Like the German soldiers who marched off to the First World War with “Gott mit uns” (God with us) stamped on their belt buckles, we convinced ourselves that we were the embodiment of all that was decent, honorable, and noble. According to Palestinian Prime Minister Mahmoud Abbas, Bush assured him that “God told me to strike at al-Qaeda and I struck them, and then He instructed me to strike at Saddam, which I did ….” But John Adams reminded us more than two hundred years ago that power “always thinks it has a great soul and vast views beyond the comprehension of the weak; and that it is doing God’s service when it is violating all His laws.”

Certainly it would be hard to argue that the conflict in Iraq and the accompanying war on terrorism has led to decency, honor, and nobility. Growing numbers of Americans have finally begun to realize that our President and his advisers have knowingly and deliberately lied to us in their rush to war. What is less recognized is the way in which the entire nature of political debate has been debased. Within a week of the blast, Bush was calling for the apprehension of Osama Bin Laden “Dead or Alive,” with a clear preference for the former. More recently, the State Department’s coordinator for counter-terrorism gave a reporter his recipe for killing Osama Bin Laden and then confirming his death to the world. “Take a machete and whack off his head, and you’ll get a bucketful of DNA….It beats lugging the whole body back!” This is the language of swaggering schoolyard bullies, and it reflects the coarsening of our foreign policy and our values as a nation.

Twenty years of covering global conflicts convinced New York Times war correspondent Chris Hedges that this circle of violence was a corrupting death spiral from which neither victim nor perpetrator escaped. But in his book, War is a Force that Gives Us Meaning, Hedges recognized the seductive power of “that process of dehumanizing the other, that ecstatic euphoria in wartime, that use of patriotism as a form of self-glorification, that worshiping of the capacity to inflict violence–especially in a society that possesses a military as advanced as ours.”

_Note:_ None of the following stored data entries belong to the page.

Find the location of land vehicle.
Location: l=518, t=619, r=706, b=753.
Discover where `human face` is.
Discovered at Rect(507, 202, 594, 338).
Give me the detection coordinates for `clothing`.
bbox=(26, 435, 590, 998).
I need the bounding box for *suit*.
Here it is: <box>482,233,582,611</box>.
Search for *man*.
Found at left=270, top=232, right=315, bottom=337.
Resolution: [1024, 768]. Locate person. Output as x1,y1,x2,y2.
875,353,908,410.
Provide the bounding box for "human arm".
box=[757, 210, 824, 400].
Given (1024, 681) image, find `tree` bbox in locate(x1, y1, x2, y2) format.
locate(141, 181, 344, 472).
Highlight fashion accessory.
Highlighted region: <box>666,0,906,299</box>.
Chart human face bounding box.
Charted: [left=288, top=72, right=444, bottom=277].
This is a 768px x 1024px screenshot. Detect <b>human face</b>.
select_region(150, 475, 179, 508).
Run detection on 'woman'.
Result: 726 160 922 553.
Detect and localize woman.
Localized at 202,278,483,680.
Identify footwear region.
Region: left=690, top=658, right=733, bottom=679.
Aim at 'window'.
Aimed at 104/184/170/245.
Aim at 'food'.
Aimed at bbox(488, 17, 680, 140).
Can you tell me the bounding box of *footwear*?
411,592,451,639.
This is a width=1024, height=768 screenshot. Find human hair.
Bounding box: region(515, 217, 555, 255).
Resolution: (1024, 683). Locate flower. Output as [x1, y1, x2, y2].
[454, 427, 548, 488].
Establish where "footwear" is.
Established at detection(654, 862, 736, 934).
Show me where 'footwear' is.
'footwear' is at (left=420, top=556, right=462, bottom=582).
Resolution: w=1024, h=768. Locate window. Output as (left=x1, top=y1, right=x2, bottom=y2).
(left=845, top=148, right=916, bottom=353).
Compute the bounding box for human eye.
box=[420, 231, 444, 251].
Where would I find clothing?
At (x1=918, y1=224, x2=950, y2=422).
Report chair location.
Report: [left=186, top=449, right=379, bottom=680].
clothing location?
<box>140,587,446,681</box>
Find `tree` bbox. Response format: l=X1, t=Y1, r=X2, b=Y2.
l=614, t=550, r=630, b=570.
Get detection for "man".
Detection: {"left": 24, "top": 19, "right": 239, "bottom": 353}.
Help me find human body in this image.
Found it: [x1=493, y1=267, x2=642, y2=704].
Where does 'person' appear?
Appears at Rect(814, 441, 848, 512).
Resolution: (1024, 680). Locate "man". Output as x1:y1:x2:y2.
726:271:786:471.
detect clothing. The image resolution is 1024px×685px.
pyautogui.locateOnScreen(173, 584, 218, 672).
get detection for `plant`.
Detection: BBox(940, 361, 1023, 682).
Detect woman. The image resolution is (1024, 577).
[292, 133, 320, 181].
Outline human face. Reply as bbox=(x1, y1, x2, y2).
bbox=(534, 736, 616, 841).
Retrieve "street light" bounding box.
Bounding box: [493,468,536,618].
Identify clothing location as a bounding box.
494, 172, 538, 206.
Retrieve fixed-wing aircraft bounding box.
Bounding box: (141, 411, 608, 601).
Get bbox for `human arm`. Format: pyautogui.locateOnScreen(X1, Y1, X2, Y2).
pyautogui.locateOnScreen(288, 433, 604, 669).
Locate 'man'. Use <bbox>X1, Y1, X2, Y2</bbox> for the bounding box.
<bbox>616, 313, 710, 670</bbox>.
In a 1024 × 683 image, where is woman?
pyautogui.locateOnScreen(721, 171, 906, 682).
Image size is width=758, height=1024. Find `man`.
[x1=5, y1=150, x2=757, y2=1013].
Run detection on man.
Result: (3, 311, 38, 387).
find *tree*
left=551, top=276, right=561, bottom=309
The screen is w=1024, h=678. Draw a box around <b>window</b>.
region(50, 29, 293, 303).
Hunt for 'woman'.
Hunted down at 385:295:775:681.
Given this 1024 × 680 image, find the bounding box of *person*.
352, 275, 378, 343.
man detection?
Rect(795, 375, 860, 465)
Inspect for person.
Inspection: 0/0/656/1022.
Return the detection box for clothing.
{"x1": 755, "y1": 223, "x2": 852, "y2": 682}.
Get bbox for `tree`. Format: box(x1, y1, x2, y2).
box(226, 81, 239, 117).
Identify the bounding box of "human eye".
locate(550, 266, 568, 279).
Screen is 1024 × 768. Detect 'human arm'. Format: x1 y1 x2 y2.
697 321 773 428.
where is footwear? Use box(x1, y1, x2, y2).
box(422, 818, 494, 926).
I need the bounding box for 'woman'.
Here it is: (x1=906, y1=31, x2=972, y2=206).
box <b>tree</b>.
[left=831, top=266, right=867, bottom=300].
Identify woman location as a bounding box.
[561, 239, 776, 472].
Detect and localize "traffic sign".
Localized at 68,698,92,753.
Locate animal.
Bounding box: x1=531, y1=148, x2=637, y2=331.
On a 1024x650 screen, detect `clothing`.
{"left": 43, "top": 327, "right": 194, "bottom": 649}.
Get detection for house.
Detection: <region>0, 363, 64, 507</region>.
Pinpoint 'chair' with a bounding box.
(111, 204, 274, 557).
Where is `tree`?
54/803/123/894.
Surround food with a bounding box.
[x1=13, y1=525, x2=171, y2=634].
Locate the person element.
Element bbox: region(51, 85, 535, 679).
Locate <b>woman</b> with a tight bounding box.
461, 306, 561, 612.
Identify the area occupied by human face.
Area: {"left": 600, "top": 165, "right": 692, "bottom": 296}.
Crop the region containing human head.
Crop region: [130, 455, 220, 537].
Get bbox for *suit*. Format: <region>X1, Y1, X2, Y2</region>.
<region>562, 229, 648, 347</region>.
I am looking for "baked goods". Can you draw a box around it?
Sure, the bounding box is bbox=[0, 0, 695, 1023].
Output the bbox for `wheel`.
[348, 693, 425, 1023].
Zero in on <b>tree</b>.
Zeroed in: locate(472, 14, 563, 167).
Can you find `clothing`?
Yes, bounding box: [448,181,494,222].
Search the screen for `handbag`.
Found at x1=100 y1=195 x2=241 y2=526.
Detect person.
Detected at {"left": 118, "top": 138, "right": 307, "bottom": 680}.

No one should underestimate the difficulties of reversing these reckless and destructive policies at home and abroad for they are sustained by an army of well-funded and ideologically committed activists who have pushed their agenda with guile and passion for more than half a century. Perhaps their greatest success has come from nurturing a sense of fatalism and passivity on the part of the American electorate, a belief that nothing can be done.

Our first task is to reject in our own thinking that very fatalism by offering an alternative vision of what we might still become as a nation. And then we must act.

Dan T Carter is Educational Foundation Professor of History at the University of South Carolina.